A Quote by William Hurt

I didn't study interviews. I studied acting. — © William Hurt
I didn't study interviews. I studied acting.
I think it almost all has to do with coming at writing from an acting perspective, because I didn't, like, study writing. I studied acting.
I studied music formally. I was probably less formal about my study of acting than anything.
I studied video game design. The one thing I knew for sure about myself is I didn't want to study acting.
At Hofstra, I got a very well rounded education. I studied acting, but they wouldn't let me just study acting. I had to take classes in play analysis, directing, producing. I had no idea this would ever be relevant. And, of course, it's what I used the rest of my life.
If you're a dancer, study singing. You have to do everything and do it well. You have to study acting. You have to study all of it. You have to find workshops, get out on the stage...and fail.
I got serious about performing, and I got serious about acting. It's very funny; singing has always been a very separate thing for me - until I went to college. I just studied musical theater because I was like, 'That means I can study voice and acting in the same major, and I won't have to double major.' Now I do musicals for a living.
Growing up and applying to college, I just imagined that I would study acting. But then, once I went to college, I realized I was more interested in all the aspects of filmmaking as opposed to all the aspects of theater, which is what you would have to do if you studied acting at a liberal arts school. And so I thought, "Oh, I'll meet directors and filmmakers, and I'm an actress, so I'll become friends with them and hopefully be in their movies." And then It worked!
I studied acting for 10 years before I went for an audition. I studied with Lee Strasberg and Actors Studio teachers, and went to the High School of Performing Arts.
I study what I work with. I studied all these different fields of science that I needed for my work. I studied how to mine a landfill and what to plant in it. It's fascinating because you learn a new field each time.
I don't think the Constitution is studied almost anywhere, including law schools. In law schools, what they study is what the court said about the Constitution. They study the opinions. They don't study the Constitution itself.
I'm not sure at all that literature should be studied on the university level. ... Why should people study books? Isn't it rather silly to study Pride and Prejudice. Either you get it or you don't.
The great thing about NYU, and the reason I chose to go there, was the fact that they don't inhibit you as an actor and tell you, 'You only have to study acting. This is it for the rest of your life.' They're really great at balancing other things; you get to study two days a week anything you want unrelated to acting.
I studied acting in school and then of course couldn't get an acting job.
I studied acting in school and then, of course, couldn't get an acting job.
In order to improve your game you must study the endgame before everything else; for, whereas the endings can be studied and mastered by themselves, the middlegame and the opening must be studied in relation to the endgame.
When I was in New York after I left the Army, I studied for two years at the American Theater Wing, studied acting, which involved dance and fencing and speech classes and history of theater, all that.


### Problem to work on
Repeat each entry as written, dropping any picture you find.

____ Supplied entries

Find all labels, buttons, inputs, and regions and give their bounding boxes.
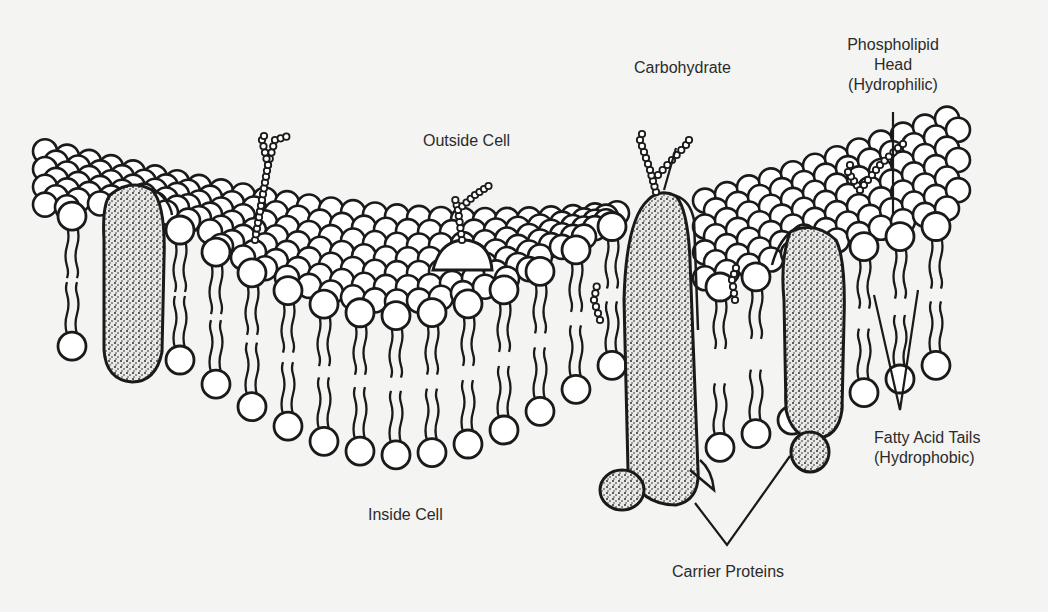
label-phospholipid-head-line1: Phospholipid: [826, 35, 960, 55]
carrier-protein-2: [783, 228, 844, 439]
carrier-protein-1-lobe: [600, 470, 644, 510]
label-carrier-proteins: Carrier Proteins: [672, 562, 784, 582]
label-phospholipid-head: Phospholipid Head (Hydrophilic): [826, 35, 960, 95]
carrier-protein-2-lobe: [791, 432, 829, 472]
label-outside-cell: Outside Cell: [423, 131, 510, 151]
label-fatty-acid-tails: Fatty Acid Tails (Hydrophobic): [874, 428, 980, 468]
integral-protein-left: [104, 185, 165, 382]
label-carbohydrate: Carbohydrate: [634, 58, 731, 78]
label-phospholipid-head-line2: Head: [826, 55, 960, 75]
label-phospholipid-head-line3: (Hydrophilic): [826, 75, 960, 95]
carrier-protein-1: [624, 193, 698, 505]
label-inside-cell: Inside Cell: [368, 505, 443, 525]
label-fatty-acid-tails-line1: Fatty Acid Tails: [874, 428, 980, 448]
label-fatty-acid-tails-line2: (Hydrophobic): [874, 448, 980, 468]
fatty-acid-tails-pointer: [874, 290, 918, 410]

________

### Answer to this problem
Find all labels, buttons, inputs, and regions and give their bounding boxes.
label-phospholipid-head-line1: Phospholipid: [826, 35, 960, 55]
carrier-protein-2: [783, 228, 844, 439]
carrier-protein-1-lobe: [600, 470, 644, 510]
label-carrier-proteins: Carrier Proteins: [672, 562, 784, 582]
label-phospholipid-head: Phospholipid Head (Hydrophilic): [826, 35, 960, 95]
carrier-protein-2-lobe: [791, 432, 829, 472]
label-outside-cell: Outside Cell: [423, 131, 510, 151]
label-fatty-acid-tails: Fatty Acid Tails (Hydrophobic): [874, 428, 980, 468]
integral-protein-left: [104, 185, 165, 382]
label-carbohydrate: Carbohydrate: [634, 58, 731, 78]
label-phospholipid-head-line2: Head: [826, 55, 960, 75]
label-phospholipid-head-line3: (Hydrophilic): [826, 75, 960, 95]
carrier-protein-1: [624, 193, 698, 505]
label-inside-cell: Inside Cell: [368, 505, 443, 525]
label-fatty-acid-tails-line1: Fatty Acid Tails: [874, 428, 980, 448]
label-fatty-acid-tails-line2: (Hydrophobic): [874, 448, 980, 468]
fatty-acid-tails-pointer: [874, 290, 918, 410]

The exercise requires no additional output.